In the late 1980s, there were two crashes blamed on pilot failure to set the flaps, and since then warning systems have been added to the cockpit. A horn is supposed to sound if the airplane accelerates without the flaps in position, and the system has helped prevent disasters, the newspaper reported. But it has not been foolproof.
The horn apparently never sounded on the Spanish airliner, nor did it sound on a flight leaving Washington, D.C., in May 2005. The pilots of a Boeing 737 forgot to set the flaps and were about 100 feet off the ground when the plane started shaking violently. The co-pilot saw the problem and pulled the lever, averting a crash.

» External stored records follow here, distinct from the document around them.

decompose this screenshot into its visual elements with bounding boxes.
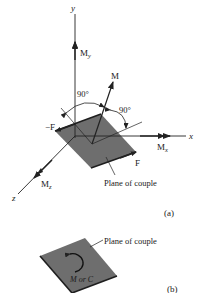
plane-of-couple-plate-b: [40, 238, 117, 293]
mx-label: Mx: [157, 142, 168, 153]
x-axis-label: x: [188, 131, 193, 141]
neg-force-label: −F: [45, 122, 55, 132]
force-label: F: [135, 158, 140, 168]
z-axis-label: z: [11, 193, 16, 203]
caption-a: (a): [164, 208, 174, 218]
mz-label: Mz: [41, 179, 52, 190]
figure-b: Plane of couple M or C (b): [40, 236, 178, 293]
plane-of-couple-plate: [55, 114, 136, 168]
moment-label-b: M or C: [69, 275, 94, 284]
caption-b: (b): [167, 284, 178, 293]
diagram-canvas: y x z My Mx Mz M −F F 90° 90° Plane of c…: [0, 0, 199, 293]
angle-label-left: 90°: [77, 89, 89, 99]
mx-arrow-icon: [158, 133, 165, 139]
my-label: My: [80, 48, 91, 59]
m-label: M: [111, 71, 119, 81]
angle-label-right: 90°: [119, 105, 131, 115]
plane-of-couple-label-a: Plane of couple: [104, 178, 157, 188]
my-arrow-icon: [72, 41, 78, 48]
angle-arc-left: [66, 103, 104, 113]
figure-a: y x z My Mx Mz M −F F 90° 90° Plane of c…: [11, 3, 193, 218]
y-axis-label: y: [70, 3, 75, 13]
plane-of-couple-label-b: Plane of couple: [104, 236, 157, 246]
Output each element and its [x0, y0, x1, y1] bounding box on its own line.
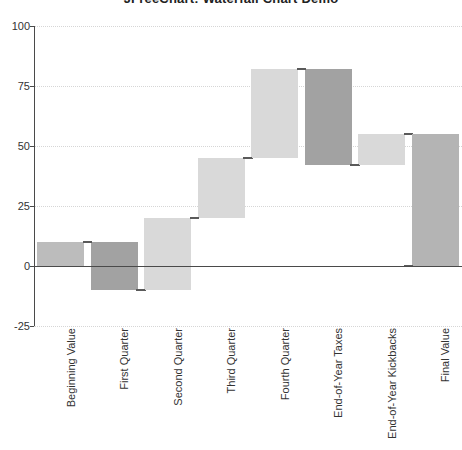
y-axis-tick	[30, 266, 34, 267]
bar-third-quarter[interactable]	[198, 158, 245, 218]
plot-area	[34, 26, 462, 326]
bar-connector-start	[136, 289, 145, 291]
y-axis-tick-label: -25	[14, 321, 30, 332]
bar-end-of-year-taxes[interactable]	[305, 69, 352, 165]
y-axis-tick	[30, 326, 34, 327]
bar-connector-start	[243, 157, 252, 159]
bar-connector-start	[297, 68, 306, 70]
category-label-first-quarter: First Quarter	[119, 328, 130, 390]
bar-second-quarter[interactable]	[144, 218, 191, 290]
range-axis-line	[34, 26, 35, 326]
bar-fourth-quarter[interactable]	[251, 69, 298, 158]
category-label-fourth-quarter: Fourth Quarter	[280, 328, 291, 400]
bar-connector-start	[350, 164, 359, 166]
category-label-beginning-value: Beginning Value	[66, 328, 77, 407]
y-axis-tick	[30, 26, 34, 27]
y-axis-tick-labels: 1007550250-25	[0, 26, 30, 326]
waterfall-chart: JFreeChart: Waterfall Chart Demo 1007550…	[0, 0, 462, 450]
y-axis-tick-label: 50	[18, 141, 30, 152]
x-axis-category-labels: Beginning ValueFirst QuarterSecond Quart…	[34, 328, 462, 450]
y-axis-tick	[30, 206, 34, 207]
bar-connector-start	[190, 217, 199, 219]
gridline	[34, 86, 462, 87]
bar-end-of-year-kickbacks[interactable]	[358, 134, 405, 165]
category-label-third-quarter: Third Quarter	[226, 328, 237, 393]
y-axis-tick-label: 100	[12, 21, 30, 32]
y-axis-tick-label: 25	[18, 201, 30, 212]
category-label-second-quarter: Second Quarter	[173, 328, 184, 406]
category-label-end-of-year-kickbacks: End-of-Year Kickbacks	[387, 328, 398, 439]
bar-final-value[interactable]	[412, 134, 459, 266]
domain-axis-line	[34, 266, 462, 267]
bar-beginning-value[interactable]	[37, 242, 84, 266]
bar-connector-start	[83, 241, 92, 243]
y-axis-tick	[30, 146, 34, 147]
y-axis-tick-label: 75	[18, 81, 30, 92]
category-label-final-value: Final Value	[440, 328, 451, 382]
gridline	[34, 26, 462, 27]
y-axis-tick	[30, 86, 34, 87]
chart-title: JFreeChart: Waterfall Chart Demo	[0, 0, 462, 6]
category-label-end-of-year-taxes: End-of-Year Taxes	[333, 328, 344, 418]
gridline	[34, 206, 462, 207]
gridline	[34, 326, 462, 327]
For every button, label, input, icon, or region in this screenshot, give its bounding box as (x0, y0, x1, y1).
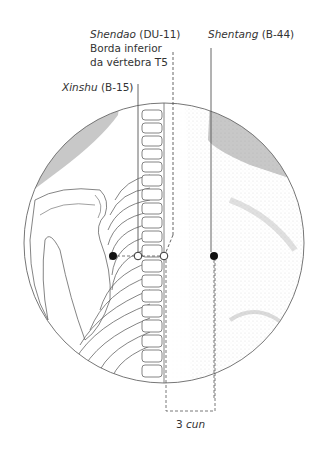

The horn never sounded because its circuit breaker had been tripped.
Bill Voss, president of the Flight Safety Foundation, a research group, called the newspaper’s findings “a disturbing trend.”
“There are obvious human errors that are being made that take away ... layers of safety,” he said.
All nine fatal commercial aviation accidents in the United States since 2000 have been caused by mistakes by pilots or maintenance workers, which isn’t reassuring considering the recent failures of the Federal Aviation Administration to properly police commercial airlines.
Congress should make sure the FAA is doing the right things to ensure that pilots are doing their jobs and commercial airplanes are properly maintained.